The Art of Forgetting
Every time a plane rises something sets off in me. I can't explain it. I suppose all of a sudden I become reflective, pondering the excitement I feel for the next chapter in my life, or the jaded apathy I wonder if I shouldn't feel. Flying is isolating- no phones, no internet, not much movement- and really allows my mind the freedom to play within itself. Perhaps my too-sensitive imagination caused the problem, or maybe it was just growing up and finding something to be afraid of losing, but not too long ago flying began to make me anxious. “Where are the exits? What would I say if I got one phone call? Etc...” Very morbid, I know. Too bad I love traveling so much! I suppose then I figured out that anxiety is best dealt with unconsciously- which is now how I choose to spend most of my flights.
Perhaps this is my way of running away from what de Button describes as his accidentally bringing himself along with him in his travels. I pack everything, literally everything except what I brought, into storage and get hyped up for this adventure only to find I have to deal with my hang-ups along the way? My imagination, my images of this future, somehow included me packing and storing those away as well.
I did not come with many expectations, but I must admit I had a grand ol' time compiling my own subconscious stock-images of beautiful sights: late night dancing to heart-throbbing bass and losing my breath, huge smiles beside new friends I would make, sitting outside and conversing beneath my furrowed intellectual eyebrows with a professor. It rings too true for me that to some the imagination is the best medium for adventure, but as I have mentioned, my decision to come to Berlin was a purposeful crushing of the part of myself that thinks, and thinks, and thinks, and never moves.
On my arrival here I can not really say I wasn't expecting a confrontation with those peripheries of the painting, the things the artist doesn't care to represent. Examples including that my boyfriend of two years, D, and I don't know how to manage adjacent anxieties; I can't seem to keep ahold of my money; the German's really don't care if you couldn't read the sign they'll give you a ticket anyway; and holy hell, it's cold. My expectation of these matters are met with some apathy, some awe.

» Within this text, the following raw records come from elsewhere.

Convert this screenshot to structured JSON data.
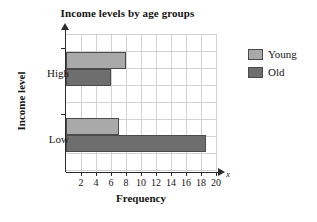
{
  "chart_data": {
    "type": "bar",
    "orientation": "horizontal",
    "title": "Income levels by age groups",
    "xlabel": "Frequency",
    "ylabel": "Income level",
    "axis_variable": "x",
    "categories": [
      "High",
      "Low"
    ],
    "series": [
      {
        "name": "Young",
        "color": "#a9a9a9",
        "values": [
          8,
          7
        ]
      },
      {
        "name": "Old",
        "color": "#6e6e6e",
        "values": [
          6,
          18.7
        ]
      }
    ],
    "xlim": [
      0,
      20
    ],
    "xticks": [
      2,
      4,
      6,
      8,
      10,
      12,
      14,
      16,
      18,
      20
    ],
    "grid": true,
    "grid_step": 2,
    "legend_position": "right"
  }
}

However, some find the most interesting parts of a pictorial representation lie in the process. Many memories, like pictures, tend to only show you the main, or intended, content. My first moments in Berlin, while getting off the plane, was a delicate portrait of my cigarette smoke disappearing into the sunrise over a foreign cityscape, soundtracked by the tense buzzing of my brain waiting for the moment when we find a cab. That said, I don't remember everything; I don't care to remember everything. It could have been everything I wanted, and for all intensive purposes, it was.